The Evidence-Based Question is the second free-response question on the redesigned AP Psychology exam. You get summaries of three research sources and a prompt, and your job is to make a defensible claim and back it with evidence from the sources — connected by actual psychological reasoning. Think of it as a mini-DBQ for psychology.
What Earns Points on the EBQ
- A defensible claim that answers the prompt — specific enough to be supported, not a restatement of the question.
- Evidence from at least two different sources — a specific finding, statistic, or design detail from each. Naming the source ("Source B found that…") keeps you organized and makes the reader's job easy.
- Reasoning that connects each piece of evidence to your claim — the "because" sentence that explains WHY the finding supports your position, using a correctly applied psychology concept.
The Mistakes That Cost the Most Points
- Evidence without connection. Quoting a source and moving on earns the evidence point at best. The reasoning point requires you to explicitly link it: "this supports my claim because…"
- Vague evidence. "Source A supports this" is not evidence. "Source A's participants who studied in spaced sessions recalled 30% more items" is.
- Concept misapplication. Dropping in a vocabulary term that doesn't fit costs credibility — a correctly applied everyday explanation beats a misused technical one.
- Ignoring a source that complicates your claim. The strongest responses acknowledge and handle it; a claim can be defensible without pretending the third source doesn't exist.

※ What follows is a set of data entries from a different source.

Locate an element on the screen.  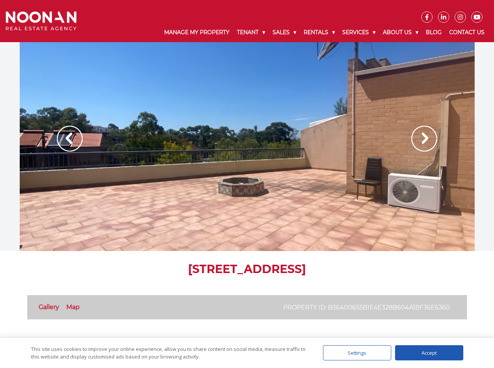
a: Map is located at coordinates (73, 307).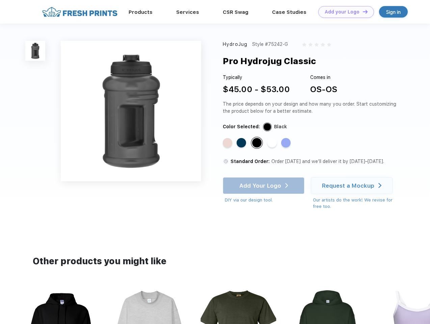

A Simple EBQ Structure That Works
One sentence of claim. Then for each of two sources: one sentence of specific evidence, one sentence of reasoning tying it to the claim with a psych concept. Five to seven sentences total can earn full credit — the EBQ rewards precision, not length.
How to Practice
AimFive grades EBQ responses on exactly these criteria — claim, source evidence, and reasoning — with published calibration data. The fastest improvement loop is write → see which point you missed → rewrite the same response to earn it.
AP Psychology practice · AAQ Guide · AP Psych Study Guide
AP and Advanced Placement are trademarks of College Board. AimFive is not affiliated with or endorsed by College Board.